That "Galloway" business
Roy Greenslade states what has become clear over the last two years:
It is amongst his greatest strengths that Galloway has an enviable capacity to anger precisely the right people almost to the point of insensibility. Had the Telegraph, for example, bothered to apply normal journalistic standards when presenting their overblown claims about "Saddam's little helper", they would not have received such a drubbing in the libel courts. The Christian Science Monitor happily (if unwittingly) reproduced forged documents claiming Galloway was in the receipt of staggeringly large amounts of cash from the oil-for-food programme. A moment's pause would have suggested it unlikely that a high-profile, well-monitored and controversial MP would have been receiving personal oil revenues that would have made Rockerfeller blush. They, too, ended up paying damages for libel.
And now, in the rehashed evidence presented by the Senate committee - evidence, incidentally, already in the public domain, and now merely warmed-over a bit - we find similarly absurd claims. The Mariam Appeal, through which Galloway is alleged by the Senate committee to have disguised his payments, was cleared of any wrong-doing by the Charities Commission. Yet they claim it was used to disguise payments made for up to 20 million barrels of Iraqi oil. This is a ludicrous, fantasy-land figure; it perhaps shares some ancestry with the ludicrous, fantasy-land figure retailed as "45 MINUTES FROM DESTRUCTION".
There will be many who snort contemptuously when I say that Galloway is now more sinned against than sinning because he has become so unpopular with both the media and political elites that they regard him as outside the normal rules of the game.
Indeed, to defend him places the defender beyond the pale too. But the victim of what has all the hallmarks of a media feeding frenzy deserves a fair hearing, not only for his personal benefit, but for those he now represents - and in order to confront journalists with their own misguided agendas.
It is amongst his greatest strengths that Galloway has an enviable capacity to anger precisely the right people almost to the point of insensibility. Had the Telegraph, for example, bothered to apply normal journalistic standards when presenting their overblown claims about "Saddam's little helper", they would not have received such a drubbing in the libel courts. The Christian Science Monitor happily (if unwittingly) reproduced forged documents claiming Galloway was in the receipt of staggeringly large amounts of cash from the oil-for-food programme. A moment's pause would have suggested it unlikely that a high-profile, well-monitored and controversial MP would have been receiving personal oil revenues that would have made Rockerfeller blush. They, too, ended up paying damages for libel.
And now, in the rehashed evidence presented by the Senate committee - evidence, incidentally, already in the public domain, and now merely warmed-over a bit - we find similarly absurd claims. The Mariam Appeal, through which Galloway is alleged by the Senate committee to have disguised his payments, was cleared of any wrong-doing by the Charities Commission. Yet they claim it was used to disguise payments made for up to 20 million barrels of Iraqi oil. This is a ludicrous, fantasy-land figure; it perhaps shares some ancestry with the ludicrous, fantasy-land figure retailed as "45 MINUTES FROM DESTRUCTION".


— DESCRIPTION OF THE TASK —
Task for the records below: count the lines that contain the word "circle" and give only that number.

START DATASET CONTENT

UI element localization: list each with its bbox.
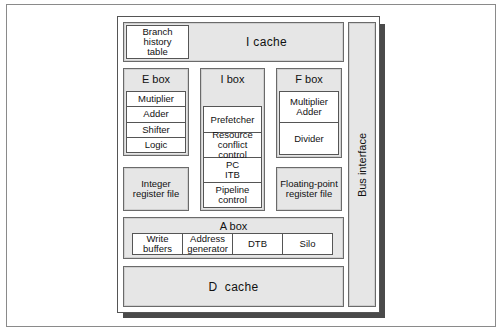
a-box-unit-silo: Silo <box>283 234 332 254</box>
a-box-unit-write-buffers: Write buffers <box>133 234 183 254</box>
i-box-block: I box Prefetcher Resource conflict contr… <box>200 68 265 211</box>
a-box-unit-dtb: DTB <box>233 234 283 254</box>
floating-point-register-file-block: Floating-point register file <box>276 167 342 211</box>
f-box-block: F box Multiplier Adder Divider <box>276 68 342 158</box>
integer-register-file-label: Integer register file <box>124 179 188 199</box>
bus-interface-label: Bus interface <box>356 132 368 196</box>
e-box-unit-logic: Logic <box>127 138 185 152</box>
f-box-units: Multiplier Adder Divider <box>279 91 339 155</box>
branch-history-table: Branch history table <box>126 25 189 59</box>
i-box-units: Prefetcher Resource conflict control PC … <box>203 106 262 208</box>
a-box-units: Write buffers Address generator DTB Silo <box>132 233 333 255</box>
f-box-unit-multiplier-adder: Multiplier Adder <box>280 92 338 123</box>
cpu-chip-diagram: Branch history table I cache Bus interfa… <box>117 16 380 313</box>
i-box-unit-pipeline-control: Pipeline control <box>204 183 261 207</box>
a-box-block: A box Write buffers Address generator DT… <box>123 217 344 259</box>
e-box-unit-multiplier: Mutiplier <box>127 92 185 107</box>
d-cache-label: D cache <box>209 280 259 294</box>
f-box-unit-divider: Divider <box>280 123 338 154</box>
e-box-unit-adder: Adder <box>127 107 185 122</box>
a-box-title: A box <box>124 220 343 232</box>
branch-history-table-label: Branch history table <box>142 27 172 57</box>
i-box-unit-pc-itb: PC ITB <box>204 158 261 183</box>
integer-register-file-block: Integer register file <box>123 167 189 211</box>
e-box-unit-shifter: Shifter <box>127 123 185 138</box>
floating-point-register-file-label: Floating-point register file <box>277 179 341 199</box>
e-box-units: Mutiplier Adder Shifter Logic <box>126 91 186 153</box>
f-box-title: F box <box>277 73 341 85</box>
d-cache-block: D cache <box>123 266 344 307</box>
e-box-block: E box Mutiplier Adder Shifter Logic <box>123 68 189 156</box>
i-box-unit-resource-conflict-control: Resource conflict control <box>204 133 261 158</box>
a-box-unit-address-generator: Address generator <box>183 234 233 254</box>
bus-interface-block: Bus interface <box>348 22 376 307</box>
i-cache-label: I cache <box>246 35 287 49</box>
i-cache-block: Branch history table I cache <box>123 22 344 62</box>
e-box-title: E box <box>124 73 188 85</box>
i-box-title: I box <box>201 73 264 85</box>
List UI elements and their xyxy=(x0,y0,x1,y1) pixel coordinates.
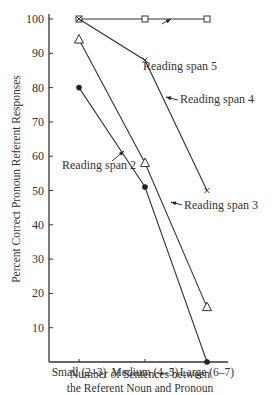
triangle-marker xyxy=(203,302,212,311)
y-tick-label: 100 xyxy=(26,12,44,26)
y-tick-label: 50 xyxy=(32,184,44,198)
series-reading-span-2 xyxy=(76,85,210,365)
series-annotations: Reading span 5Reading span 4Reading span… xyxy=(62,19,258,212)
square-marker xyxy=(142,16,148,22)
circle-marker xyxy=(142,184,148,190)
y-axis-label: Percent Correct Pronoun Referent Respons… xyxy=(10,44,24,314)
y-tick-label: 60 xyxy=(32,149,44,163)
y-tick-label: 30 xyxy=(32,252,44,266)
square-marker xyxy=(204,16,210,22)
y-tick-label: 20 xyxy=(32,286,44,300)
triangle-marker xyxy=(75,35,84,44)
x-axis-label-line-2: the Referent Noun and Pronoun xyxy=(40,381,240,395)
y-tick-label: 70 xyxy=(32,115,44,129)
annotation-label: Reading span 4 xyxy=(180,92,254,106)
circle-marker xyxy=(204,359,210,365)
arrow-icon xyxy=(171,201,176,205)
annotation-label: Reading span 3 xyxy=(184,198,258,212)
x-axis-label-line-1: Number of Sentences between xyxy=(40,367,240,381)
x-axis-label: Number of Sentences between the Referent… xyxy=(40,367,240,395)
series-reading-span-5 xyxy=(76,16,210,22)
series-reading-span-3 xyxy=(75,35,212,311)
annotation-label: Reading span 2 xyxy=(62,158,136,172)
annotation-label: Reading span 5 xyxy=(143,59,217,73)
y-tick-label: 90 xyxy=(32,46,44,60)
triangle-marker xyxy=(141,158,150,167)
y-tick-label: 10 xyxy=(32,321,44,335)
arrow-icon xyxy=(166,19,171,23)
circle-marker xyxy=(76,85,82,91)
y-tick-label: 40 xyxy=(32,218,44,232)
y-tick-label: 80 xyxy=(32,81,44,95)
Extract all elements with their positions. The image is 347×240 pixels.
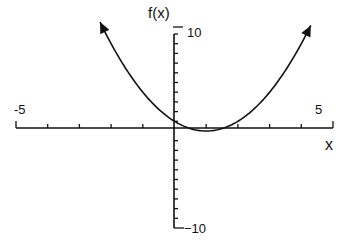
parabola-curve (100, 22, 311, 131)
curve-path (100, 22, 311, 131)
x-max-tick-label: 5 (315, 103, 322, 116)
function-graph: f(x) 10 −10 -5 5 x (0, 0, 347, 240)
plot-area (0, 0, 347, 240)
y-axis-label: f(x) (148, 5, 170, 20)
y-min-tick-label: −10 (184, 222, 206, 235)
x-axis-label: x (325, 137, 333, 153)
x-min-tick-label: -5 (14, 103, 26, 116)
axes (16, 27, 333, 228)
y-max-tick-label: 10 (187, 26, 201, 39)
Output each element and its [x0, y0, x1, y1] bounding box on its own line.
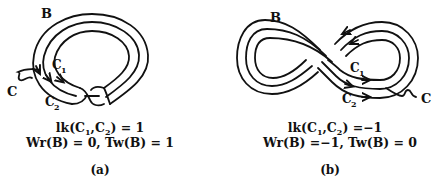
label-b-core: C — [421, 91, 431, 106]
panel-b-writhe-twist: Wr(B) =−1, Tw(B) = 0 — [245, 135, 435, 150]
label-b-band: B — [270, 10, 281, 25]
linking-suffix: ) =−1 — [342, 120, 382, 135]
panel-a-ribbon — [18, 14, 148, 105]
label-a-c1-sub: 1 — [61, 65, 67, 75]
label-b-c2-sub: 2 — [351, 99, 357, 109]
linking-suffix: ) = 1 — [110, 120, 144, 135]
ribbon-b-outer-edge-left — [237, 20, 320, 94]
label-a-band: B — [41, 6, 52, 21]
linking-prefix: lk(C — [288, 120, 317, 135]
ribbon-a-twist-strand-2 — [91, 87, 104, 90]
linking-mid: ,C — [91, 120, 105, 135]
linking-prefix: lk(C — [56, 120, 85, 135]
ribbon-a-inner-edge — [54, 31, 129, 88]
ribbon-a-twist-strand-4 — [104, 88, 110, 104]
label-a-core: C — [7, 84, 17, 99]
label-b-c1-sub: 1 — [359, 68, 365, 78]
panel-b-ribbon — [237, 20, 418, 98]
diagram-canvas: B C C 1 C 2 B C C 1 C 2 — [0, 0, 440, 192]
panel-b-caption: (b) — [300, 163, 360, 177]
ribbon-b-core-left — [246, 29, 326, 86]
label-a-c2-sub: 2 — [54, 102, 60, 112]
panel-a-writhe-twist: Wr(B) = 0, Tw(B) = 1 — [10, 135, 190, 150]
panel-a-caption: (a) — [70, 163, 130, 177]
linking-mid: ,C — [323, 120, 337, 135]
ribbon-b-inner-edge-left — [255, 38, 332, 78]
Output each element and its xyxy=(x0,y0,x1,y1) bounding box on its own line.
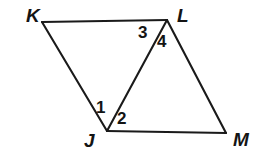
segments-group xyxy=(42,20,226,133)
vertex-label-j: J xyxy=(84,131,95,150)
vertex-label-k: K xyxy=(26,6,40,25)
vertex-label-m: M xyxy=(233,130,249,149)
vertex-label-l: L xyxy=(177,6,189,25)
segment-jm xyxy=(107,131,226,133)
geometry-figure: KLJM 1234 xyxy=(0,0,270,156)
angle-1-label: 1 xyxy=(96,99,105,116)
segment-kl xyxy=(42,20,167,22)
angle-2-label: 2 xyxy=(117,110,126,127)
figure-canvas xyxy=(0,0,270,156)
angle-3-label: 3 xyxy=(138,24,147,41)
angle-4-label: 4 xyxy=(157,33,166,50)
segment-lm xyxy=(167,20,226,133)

END DATASET CONTENT

— TASK SOLUTION —
3